- **REQUIRED ACTION**
Scan the material below for every line with the string "Help", and copy those lines.

- **MATERIAL SHOWN**

*** Block opens ***

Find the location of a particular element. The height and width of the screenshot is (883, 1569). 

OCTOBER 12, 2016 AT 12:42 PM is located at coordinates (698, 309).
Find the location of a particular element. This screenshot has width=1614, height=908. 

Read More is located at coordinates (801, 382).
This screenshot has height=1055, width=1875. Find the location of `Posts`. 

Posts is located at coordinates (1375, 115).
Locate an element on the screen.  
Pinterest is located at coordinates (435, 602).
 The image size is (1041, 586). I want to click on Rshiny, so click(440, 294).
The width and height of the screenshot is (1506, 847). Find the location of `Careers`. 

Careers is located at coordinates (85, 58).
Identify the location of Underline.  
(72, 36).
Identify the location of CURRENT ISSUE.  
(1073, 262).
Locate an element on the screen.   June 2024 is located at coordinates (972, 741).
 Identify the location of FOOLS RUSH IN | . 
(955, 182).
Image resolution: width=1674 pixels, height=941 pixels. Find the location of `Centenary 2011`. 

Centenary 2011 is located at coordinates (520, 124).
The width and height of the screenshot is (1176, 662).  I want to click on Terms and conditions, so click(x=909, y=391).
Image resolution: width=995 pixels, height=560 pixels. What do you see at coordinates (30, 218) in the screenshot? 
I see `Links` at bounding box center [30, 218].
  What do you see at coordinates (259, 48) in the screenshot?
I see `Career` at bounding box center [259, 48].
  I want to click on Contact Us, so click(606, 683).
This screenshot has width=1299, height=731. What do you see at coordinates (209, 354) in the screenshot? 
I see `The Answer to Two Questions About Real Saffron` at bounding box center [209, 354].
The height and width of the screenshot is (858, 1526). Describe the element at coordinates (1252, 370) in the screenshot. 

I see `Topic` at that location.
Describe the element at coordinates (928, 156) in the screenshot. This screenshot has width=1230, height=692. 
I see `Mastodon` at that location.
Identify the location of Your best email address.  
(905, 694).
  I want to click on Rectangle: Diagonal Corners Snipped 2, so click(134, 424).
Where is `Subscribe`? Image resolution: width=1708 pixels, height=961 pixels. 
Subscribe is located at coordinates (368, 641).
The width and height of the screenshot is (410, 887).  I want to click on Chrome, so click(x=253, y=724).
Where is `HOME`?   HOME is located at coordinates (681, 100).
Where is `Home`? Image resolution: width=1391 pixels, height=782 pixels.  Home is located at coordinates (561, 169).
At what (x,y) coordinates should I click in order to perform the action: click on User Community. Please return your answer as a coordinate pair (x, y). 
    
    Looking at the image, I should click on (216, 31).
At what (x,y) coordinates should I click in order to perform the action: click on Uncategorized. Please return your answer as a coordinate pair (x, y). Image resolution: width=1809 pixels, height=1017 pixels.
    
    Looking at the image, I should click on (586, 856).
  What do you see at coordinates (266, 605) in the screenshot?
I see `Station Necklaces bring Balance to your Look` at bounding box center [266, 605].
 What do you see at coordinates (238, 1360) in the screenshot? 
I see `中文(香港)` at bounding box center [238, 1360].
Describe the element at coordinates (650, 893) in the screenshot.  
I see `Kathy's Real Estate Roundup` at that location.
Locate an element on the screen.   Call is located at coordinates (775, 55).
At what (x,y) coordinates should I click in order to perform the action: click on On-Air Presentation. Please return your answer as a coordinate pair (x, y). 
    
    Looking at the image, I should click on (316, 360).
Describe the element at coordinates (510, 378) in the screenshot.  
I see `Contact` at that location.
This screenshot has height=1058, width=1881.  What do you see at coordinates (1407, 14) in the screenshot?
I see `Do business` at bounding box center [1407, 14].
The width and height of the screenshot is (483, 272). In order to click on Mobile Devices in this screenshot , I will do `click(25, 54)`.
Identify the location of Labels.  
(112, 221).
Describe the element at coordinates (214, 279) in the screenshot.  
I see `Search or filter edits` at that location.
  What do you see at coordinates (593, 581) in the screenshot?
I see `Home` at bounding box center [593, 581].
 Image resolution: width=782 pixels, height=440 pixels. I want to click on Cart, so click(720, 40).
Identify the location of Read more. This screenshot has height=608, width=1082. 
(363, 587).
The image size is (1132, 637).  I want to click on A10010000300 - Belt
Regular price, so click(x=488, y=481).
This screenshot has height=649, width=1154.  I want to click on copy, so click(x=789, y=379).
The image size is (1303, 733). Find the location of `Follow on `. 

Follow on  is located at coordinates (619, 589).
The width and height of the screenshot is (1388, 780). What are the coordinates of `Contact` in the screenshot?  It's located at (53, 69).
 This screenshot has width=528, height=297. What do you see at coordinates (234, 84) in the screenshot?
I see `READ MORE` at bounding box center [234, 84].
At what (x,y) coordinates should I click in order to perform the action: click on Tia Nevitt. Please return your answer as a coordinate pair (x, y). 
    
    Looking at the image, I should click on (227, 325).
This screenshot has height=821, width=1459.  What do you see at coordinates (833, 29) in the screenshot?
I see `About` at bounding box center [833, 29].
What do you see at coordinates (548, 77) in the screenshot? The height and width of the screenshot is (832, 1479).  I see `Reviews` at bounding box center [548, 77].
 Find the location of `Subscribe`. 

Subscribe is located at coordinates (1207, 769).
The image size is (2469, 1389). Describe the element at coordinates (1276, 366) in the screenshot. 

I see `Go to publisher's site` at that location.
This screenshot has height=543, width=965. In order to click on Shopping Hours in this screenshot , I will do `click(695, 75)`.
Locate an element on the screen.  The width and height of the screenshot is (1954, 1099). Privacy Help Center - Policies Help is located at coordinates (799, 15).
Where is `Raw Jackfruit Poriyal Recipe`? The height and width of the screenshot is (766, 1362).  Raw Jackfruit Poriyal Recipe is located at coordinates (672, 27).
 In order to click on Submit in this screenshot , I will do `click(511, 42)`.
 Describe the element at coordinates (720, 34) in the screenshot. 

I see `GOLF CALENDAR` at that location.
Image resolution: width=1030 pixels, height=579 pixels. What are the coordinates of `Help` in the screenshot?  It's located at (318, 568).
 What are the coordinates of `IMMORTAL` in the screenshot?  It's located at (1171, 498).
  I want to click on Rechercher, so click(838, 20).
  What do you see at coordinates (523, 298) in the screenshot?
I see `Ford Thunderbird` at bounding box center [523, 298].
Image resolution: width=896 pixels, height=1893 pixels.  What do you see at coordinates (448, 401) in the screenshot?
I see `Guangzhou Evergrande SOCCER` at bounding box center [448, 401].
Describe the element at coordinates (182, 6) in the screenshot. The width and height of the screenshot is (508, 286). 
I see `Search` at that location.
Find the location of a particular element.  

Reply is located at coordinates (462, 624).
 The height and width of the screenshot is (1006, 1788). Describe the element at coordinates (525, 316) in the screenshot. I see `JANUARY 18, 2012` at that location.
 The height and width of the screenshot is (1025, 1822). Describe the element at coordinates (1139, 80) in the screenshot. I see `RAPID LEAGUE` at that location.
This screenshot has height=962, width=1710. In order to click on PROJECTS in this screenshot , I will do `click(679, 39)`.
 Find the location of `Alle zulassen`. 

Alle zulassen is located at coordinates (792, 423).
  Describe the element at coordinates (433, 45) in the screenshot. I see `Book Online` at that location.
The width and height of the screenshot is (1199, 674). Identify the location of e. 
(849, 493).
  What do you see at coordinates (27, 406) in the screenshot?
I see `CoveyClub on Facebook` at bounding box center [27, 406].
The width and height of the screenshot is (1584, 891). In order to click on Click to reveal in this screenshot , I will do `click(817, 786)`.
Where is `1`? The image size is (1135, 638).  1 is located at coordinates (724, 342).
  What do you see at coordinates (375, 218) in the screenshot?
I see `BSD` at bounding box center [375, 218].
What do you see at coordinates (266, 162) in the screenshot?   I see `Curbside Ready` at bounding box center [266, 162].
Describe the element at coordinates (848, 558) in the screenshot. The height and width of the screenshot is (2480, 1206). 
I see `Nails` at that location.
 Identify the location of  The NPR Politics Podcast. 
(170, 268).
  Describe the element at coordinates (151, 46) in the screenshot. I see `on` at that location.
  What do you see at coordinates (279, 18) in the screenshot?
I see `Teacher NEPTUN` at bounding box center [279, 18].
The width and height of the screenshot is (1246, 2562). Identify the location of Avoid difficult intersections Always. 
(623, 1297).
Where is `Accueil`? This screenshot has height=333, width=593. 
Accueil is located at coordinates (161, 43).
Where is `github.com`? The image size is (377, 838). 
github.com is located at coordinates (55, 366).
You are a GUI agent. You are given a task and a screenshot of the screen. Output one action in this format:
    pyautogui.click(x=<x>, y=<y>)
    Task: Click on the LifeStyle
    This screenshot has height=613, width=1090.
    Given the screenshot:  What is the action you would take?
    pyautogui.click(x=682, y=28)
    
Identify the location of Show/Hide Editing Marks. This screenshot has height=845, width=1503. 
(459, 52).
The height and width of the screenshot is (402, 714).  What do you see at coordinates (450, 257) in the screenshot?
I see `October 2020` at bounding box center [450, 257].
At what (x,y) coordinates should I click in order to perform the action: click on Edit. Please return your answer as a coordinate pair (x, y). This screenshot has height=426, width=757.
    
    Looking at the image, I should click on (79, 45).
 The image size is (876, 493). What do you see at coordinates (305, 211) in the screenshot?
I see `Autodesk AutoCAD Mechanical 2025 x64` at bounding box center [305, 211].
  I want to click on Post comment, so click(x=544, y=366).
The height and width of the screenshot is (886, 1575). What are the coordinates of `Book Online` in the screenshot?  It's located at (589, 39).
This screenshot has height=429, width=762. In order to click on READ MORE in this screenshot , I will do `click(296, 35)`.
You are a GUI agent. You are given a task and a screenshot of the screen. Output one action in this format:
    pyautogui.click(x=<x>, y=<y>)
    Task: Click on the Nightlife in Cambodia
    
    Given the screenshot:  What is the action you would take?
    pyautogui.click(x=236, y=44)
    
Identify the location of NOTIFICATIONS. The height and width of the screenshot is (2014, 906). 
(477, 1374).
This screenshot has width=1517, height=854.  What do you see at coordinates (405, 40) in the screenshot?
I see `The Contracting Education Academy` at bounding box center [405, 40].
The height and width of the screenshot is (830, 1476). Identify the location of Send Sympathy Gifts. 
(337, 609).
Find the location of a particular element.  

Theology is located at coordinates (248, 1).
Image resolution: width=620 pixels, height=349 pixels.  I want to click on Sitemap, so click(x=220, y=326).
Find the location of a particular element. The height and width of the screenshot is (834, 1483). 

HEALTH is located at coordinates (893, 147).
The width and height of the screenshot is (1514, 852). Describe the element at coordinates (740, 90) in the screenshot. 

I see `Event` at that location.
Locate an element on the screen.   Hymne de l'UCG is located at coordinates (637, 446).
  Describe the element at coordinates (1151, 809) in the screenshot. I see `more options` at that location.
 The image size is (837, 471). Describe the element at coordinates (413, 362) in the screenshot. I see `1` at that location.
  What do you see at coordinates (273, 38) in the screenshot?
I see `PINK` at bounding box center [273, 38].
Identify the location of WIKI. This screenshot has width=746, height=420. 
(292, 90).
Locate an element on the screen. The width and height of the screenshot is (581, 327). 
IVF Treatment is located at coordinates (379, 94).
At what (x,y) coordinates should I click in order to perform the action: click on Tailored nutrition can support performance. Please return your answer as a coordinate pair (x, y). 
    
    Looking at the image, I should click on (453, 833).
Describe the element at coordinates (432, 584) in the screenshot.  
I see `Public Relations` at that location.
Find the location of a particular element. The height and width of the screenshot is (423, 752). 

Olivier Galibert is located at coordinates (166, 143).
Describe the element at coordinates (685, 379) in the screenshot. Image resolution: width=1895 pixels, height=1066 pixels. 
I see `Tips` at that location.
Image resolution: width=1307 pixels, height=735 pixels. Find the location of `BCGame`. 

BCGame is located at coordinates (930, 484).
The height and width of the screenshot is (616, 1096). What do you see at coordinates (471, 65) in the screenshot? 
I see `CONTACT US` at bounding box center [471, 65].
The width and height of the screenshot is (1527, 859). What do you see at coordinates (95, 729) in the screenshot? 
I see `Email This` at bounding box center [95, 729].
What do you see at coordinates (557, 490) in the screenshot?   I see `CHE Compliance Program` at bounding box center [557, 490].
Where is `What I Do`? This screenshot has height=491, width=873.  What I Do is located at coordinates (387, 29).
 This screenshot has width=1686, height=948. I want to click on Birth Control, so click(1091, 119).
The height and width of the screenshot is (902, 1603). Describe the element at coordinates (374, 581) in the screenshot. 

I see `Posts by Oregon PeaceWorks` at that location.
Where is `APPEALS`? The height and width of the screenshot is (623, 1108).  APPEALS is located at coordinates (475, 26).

*** Block closes ***

- **RESPONSE BOX**
Locate an element on the screen.  The width and height of the screenshot is (1954, 1099). Privacy Help Center - Policies Help is located at coordinates (799, 15).
Image resolution: width=1030 pixels, height=579 pixels. What are the coordinates of `Help` in the screenshot?  It's located at (318, 568).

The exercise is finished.